Northern Trust Asset Management 2025 Global Investment Outlook: Expect U.S. Stocks to Outperform; High Yield Bond Market Is Attractive
Published: November 29, 2024
Northern Trust Asset Management (NTAM) expects strong earnings and healthy sales growth to support U.S. stock outperformance in 2025. In the fixed income market, income potential combined with generally higher credit quality make high yield bonds attractive for investors.
Summarizing the outlook, NTAM Chief Investment Officer of Global Asset Allocation Anwiti Bahuguna, Ph.D., said: “In multi-asset portfolios, we maintain a preference for equities over fixed income. We expect U.S. equities to benefit from an economic soft landing and healthier corporate profits than most other regions. In 2025, we expect more modest gains for 60/40 portfolios with U.S. equities leading the charge again.”
NTAM Chief Investment Officer of Global Fixed Income Christian Roth added, “Within fixed income, we continue to favor high yield bonds because of elevated yields, strong fundamentals and a supportive market backdrop. Credit ratings upgrades are outpacing downgrades, and the overall credit quality of the high yield market remains historically high.”
NTAM’s 2025 Global Investment Outlook across all asset classes globally may be found here.
Asset class highlights include:
- U.S. Equities: We expect softer but continued U.S. economic growth to still translate into healthy earnings and revenue growth. We are also constructive on small cap equities, which will likely benefit from lower interest rates as about half of small cap debt is floating interest rate.
- High Yield Bonds: Above-average yields, combined with historically high credit ratings in the high yield market, support a strong outlook.
- Money Markets: Money market funds remain an attractive alternative to other cash management options like deposits or Treasury bills, even as the Federal Reserve has started to cut rates. We see little chance of money market rates returning to near-zero. The Bank of England, with concerns over inflation, will likely cut rates at slower pace than European Central Bank while we expect Japan to increase its policy rate slowly.
- Treasury Inflation-Protected Securities (TIPS): While U.S. inflation likely will settle into a range above the Federal Reserve's target of 2% for 2025, we expect the path to be bumpy. We believe TIPS are an important defensive portfolio component for unanticipated inflation.
- Private Credit: We believe private credit has room to grow, supported by the shift of lending from traditional capital providers to private credit asset managers, while lower interest rates encourage potentially more mergers and acquisitions in 2025.
Global Economic Outlook
In the U.S., NTAM’s base case economic outlook for 2025 is a soft landing. NTAM expects economic growth to settle slightly below 2024 levels, inflation to ease further toward 2% and the Federal Reserve to proceed gradually cutting rates. However, NTAM sees two risk cases from the economic effects of policy initiatives of the incoming administration of President-elect Donald Trump: reflation and supply restraint. In both cases, the net effect of restrictive immigration, higher tariffs, income tax cuts and deregulation could create economic conditions that disrupt the current soft landing path.
In Europe, the economic picture straddles growth and contraction. A resilient labor force and target-level inflation is coupled with manufacturing sector contraction and risks of further geopolitical tensions and trade barriers. In the U.K., NTAM expects the Bank of England to maintain a gradual and cautious approach to further interest rate cuts.
In Asia, while the overall optics are for favorable growth, the outlook for China remains a central concern, with economic growth falling short of the government’s 5% target. A slowing economy is deepening a deflationary loop, with consumer price inflation slightly above zero and producer prices deep into deflation. Japan’s economic growth in 2024 was unspectacular, but wage gains that may support consumer spending are spreading across the economy and those gains may continue into 2025.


EXERCISE: Each record must come back unchanged in your answer, stripped of its images.

Stored items:
· · · ·

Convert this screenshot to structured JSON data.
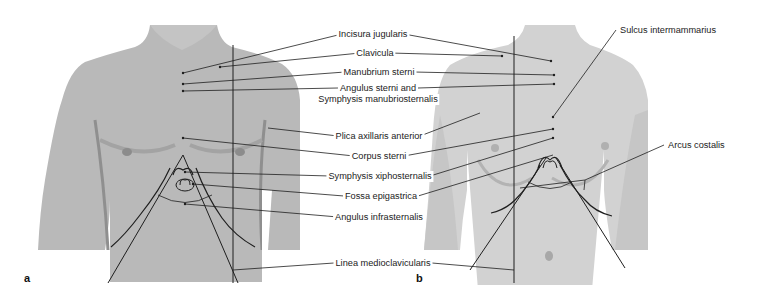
{
  "figure": {
    "panels": [
      {
        "id": "a",
        "label": "a",
        "subject": "male torso, anterior view"
      },
      {
        "id": "b",
        "label": "b",
        "subject": "female torso, anterior view"
      }
    ],
    "center_labels": [
      {
        "key": "incisura_jugularis",
        "text": "Incisura jugularis"
      },
      {
        "key": "clavicula",
        "text": "Clavicula"
      },
      {
        "key": "manubrium_sterni",
        "text": "Manubrium sterni"
      },
      {
        "key": "angulus_sterni_1",
        "text": "Angulus sterni and"
      },
      {
        "key": "angulus_sterni_2",
        "text": "Symphysis manubriosternalis"
      },
      {
        "key": "plica_axillaris",
        "text": "Plica axillaris anterior"
      },
      {
        "key": "corpus_sterni",
        "text": "Corpus sterni"
      },
      {
        "key": "symphysis_xipho",
        "text": "Symphysis xiphosternalis"
      },
      {
        "key": "fossa_epigastrica",
        "text": "Fossa epigastrica"
      },
      {
        "key": "angulus_infrasternalis",
        "text": "Angulus infrasternalis"
      },
      {
        "key": "linea_medioclavicularis",
        "text": "Linea medioclavicularis"
      }
    ],
    "right_labels": [
      {
        "key": "sulcus_intermammarius",
        "text": "Sulcus intermammarius"
      },
      {
        "key": "arcus_costalis",
        "text": "Arcus costalis"
      }
    ],
    "colors": {
      "skin_male": "#b9b9b9",
      "skin_male_dark": "#9a9a9a",
      "skin_female": "#d2d2d2",
      "skin_female_dark": "#b8b8b8",
      "line": "#1e1e1e",
      "text": "#222222"
    }
  }
}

· · · ·

TASK OUTPUT:
Convert this screenshot to structured JSON data.
{
  "figure": {
    "panels": [
      {
        "id": "a",
        "label": "a",
        "subject": "male torso, anterior view"
      },
      {
        "id": "b",
        "label": "b",
        "subject": "female torso, anterior view"
      }
    ],
    "center_labels": [
      {
        "key": "incisura_jugularis",
        "text": "Incisura jugularis"
      },
      {
        "key": "clavicula",
        "text": "Clavicula"
      },
      {
        "key": "manubrium_sterni",
        "text": "Manubrium sterni"
      },
      {
        "key": "angulus_sterni_1",
        "text": "Angulus sterni and"
      },
      {
        "key": "angulus_sterni_2",
        "text": "Symphysis manubriosternalis"
      },
      {
        "key": "plica_axillaris",
        "text": "Plica axillaris anterior"
      },
      {
        "key": "corpus_sterni",
        "text": "Corpus sterni"
      },
      {
        "key": "symphysis_xipho",
        "text": "Symphysis xiphosternalis"
      },
      {
        "key": "fossa_epigastrica",
        "text": "Fossa epigastrica"
      },
      {
        "key": "angulus_infrasternalis",
        "text": "Angulus infrasternalis"
      },
      {
        "key": "linea_medioclavicularis",
        "text": "Linea medioclavicularis"
      }
    ],
    "right_labels": [
      {
        "key": "sulcus_intermammarius",
        "text": "Sulcus intermammarius"
      },
      {
        "key": "arcus_costalis",
        "text": "Arcus costalis"
      }
    ],
    "colors": {
      "skin_male": "#b9b9b9",
      "skin_male_dark": "#9a9a9a",
      "skin_female": "#d2d2d2",
      "skin_female_dark": "#b8b8b8",
      "line": "#1e1e1e",
      "text": "#222222"
    }
  }
}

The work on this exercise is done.